Where’s the CBC Now?


late Adam Clayton Powell and Barbara Lee, who’s very proactive and forthright and has a vision not just for black people here but in the Caribbean and Africa.” Smith agrees, adding that the group has been the “conscience of Congress” and is still needed to fight legislation that would adversely impact minorities.

Marc Morial, president and CEO of the National Urban League, points to Watt and Rep. John Conyers (D-Mich.), CBC members he says have put in a tremendous number of man-hours behind the scenes to shape an extension of the Voting Rights Act. “Not everybody is a show horse. Just because you don’t see them in the headlines every day, don’t believe that somehow they’re not in there fighting the good fight and working hard every day.”

Hurricane Katrina infused the organization with a much-needed dose of energy. The group introduced its most comprehensive piece of legislation in some time: the Hurricane Katrina Recovery, Reclamation, Restoration, Reconstruction and Reunion Act of 2005. “The only comprehensive Katrina legislation was introduced by the CBC,” says Smith. “It’s not likely, given Republican control of Congress, that it will be passed as a package. But I suspect that pieces of it will.”

Watt adds, “there are other pieces of legislation where we’ve had impact but haven’t received as much attention,” such as the 2006 budget, in which the CBC was successful at lessening the severe cuts to Medicaid and student loan programs.

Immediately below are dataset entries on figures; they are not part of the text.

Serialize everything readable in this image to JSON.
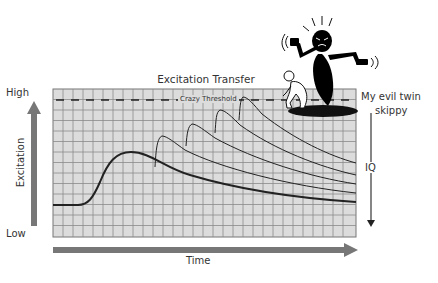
{
  "diagram": {
    "title": "Excitation Transfer",
    "y_axis": {
      "label": "Excitation",
      "high_label": "High",
      "low_label": "Low"
    },
    "x_axis": {
      "label": "Time"
    },
    "threshold": {
      "label": "Crazy Threshold",
      "style": "dashed"
    },
    "annotation": {
      "line1": "My evil twin",
      "line2": "skippy"
    },
    "side_arrow": {
      "label": "IQ",
      "direction": "down"
    },
    "curves": [
      {
        "name": "initial-arousal",
        "style": "thick",
        "peak_x": 131,
        "peak_y": 152
      },
      {
        "name": "transfer-1",
        "style": "thin",
        "peak_x": 162,
        "peak_y": 136
      },
      {
        "name": "transfer-2",
        "style": "thin",
        "peak_x": 192,
        "peak_y": 124
      },
      {
        "name": "transfer-3",
        "style": "thin",
        "peak_x": 220,
        "peak_y": 110
      },
      {
        "name": "transfer-4",
        "style": "thin",
        "peak_x": 243,
        "peak_y": 97
      }
    ],
    "illustration": {
      "figures": [
        "black-genie-figure",
        "crouching-man-figure"
      ]
    },
    "colors": {
      "grid_background": "#dcdcdc",
      "grid_lines": "#8a8a8a",
      "arrow": "#777777",
      "curve": "#222222",
      "genie": "#000000"
    }
  }
}
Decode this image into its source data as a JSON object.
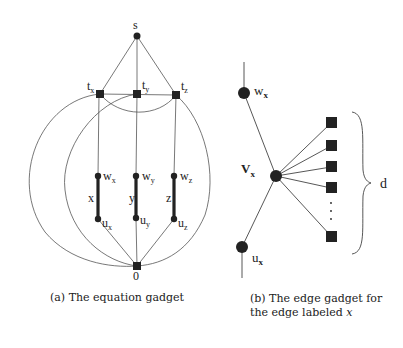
{
  "figure": {
    "left": {
      "caption": "(a) The equation gadget",
      "nodes": {
        "s": "s",
        "tx": {
          "base": "t",
          "sub": "x"
        },
        "ty": {
          "base": "t",
          "sub": "y"
        },
        "tz": {
          "base": "t",
          "sub": "z"
        },
        "wx": {
          "base": "w",
          "sub": "x"
        },
        "wy": {
          "base": "w",
          "sub": "y"
        },
        "wz": {
          "base": "w",
          "sub": "z"
        },
        "ux": {
          "base": "u",
          "sub": "x"
        },
        "uy": {
          "base": "u",
          "sub": "y"
        },
        "uz": {
          "base": "u",
          "sub": "z"
        },
        "zero": "0"
      },
      "edge_labels": {
        "x": "x",
        "y": "y",
        "z": "z"
      }
    },
    "right": {
      "caption_line1": "(b) The edge gadget for",
      "caption_line2": "the edge labeled ",
      "caption_var": "x",
      "nodes": {
        "w": {
          "base": "w",
          "sub": "x"
        },
        "v": {
          "base": "V",
          "sub": "x"
        },
        "u": {
          "base": "u",
          "sub": "x"
        }
      },
      "brace_label": "d",
      "square_count_label": "d"
    }
  }
}
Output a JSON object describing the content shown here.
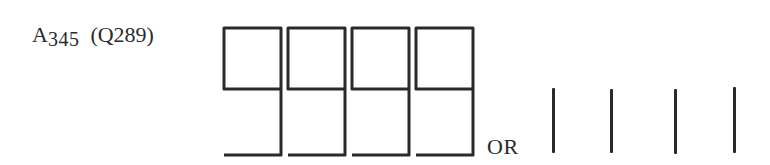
{
  "label": {
    "letter": "A",
    "number": "345",
    "paren": "(Q289)"
  },
  "glyph_style": {
    "stroke_color": "#2a2a2a",
    "stroke_width": 3
  },
  "nine_glyphs": [
    {
      "x": 223,
      "digit": "9"
    },
    {
      "x": 287,
      "digit": "9"
    },
    {
      "x": 351,
      "digit": "9"
    },
    {
      "x": 415,
      "digit": "9"
    }
  ],
  "separator_text": "OR",
  "bars": [
    {
      "x": 552,
      "top": 88,
      "height": 65
    },
    {
      "x": 610,
      "top": 89,
      "height": 64
    },
    {
      "x": 674,
      "top": 89,
      "height": 65
    },
    {
      "x": 733,
      "top": 87,
      "height": 66
    }
  ]
}
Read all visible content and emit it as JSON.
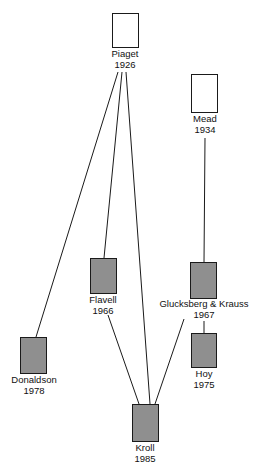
{
  "diagram": {
    "type": "influence-tree",
    "colors": {
      "empty_box": "#ffffff",
      "filled_box": "#8f8f8f",
      "line": "#1a1a1a"
    },
    "nodes": [
      {
        "id": "piaget",
        "name": "Piaget",
        "year": "1926",
        "style": "empty"
      },
      {
        "id": "mead",
        "name": "Mead",
        "year": "1934",
        "style": "empty"
      },
      {
        "id": "flavell",
        "name": "Flavell",
        "year": "1966",
        "style": "filled"
      },
      {
        "id": "glucksberg",
        "name": "Glucksberg & Krauss",
        "year": "1967",
        "style": "filled"
      },
      {
        "id": "hoy",
        "name": "Hoy",
        "year": "1975",
        "style": "filled"
      },
      {
        "id": "donaldson",
        "name": "Donaldson",
        "year": "1978",
        "style": "filled"
      },
      {
        "id": "kroll",
        "name": "Kroll",
        "year": "1985",
        "style": "filled"
      }
    ],
    "edges": [
      [
        "piaget",
        "donaldson"
      ],
      [
        "piaget",
        "flavell"
      ],
      [
        "piaget",
        "kroll"
      ],
      [
        "flavell",
        "kroll"
      ],
      [
        "mead",
        "glucksberg"
      ],
      [
        "glucksberg",
        "hoy"
      ],
      [
        "glucksberg",
        "kroll"
      ]
    ]
  }
}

Like Smith, Maryland’s Republican lieutenant governor, Michael S. Steele, who will join the CBC if he wins his bid for the U.S. Senate, says the Caucus must become more vocal. “You’ve got the bully pulpit; use it. Galvanize your people back in the community. Rally support for your cause, not because it’s your cause, but the cause of the people who sent you there and the African American community,” says Steele.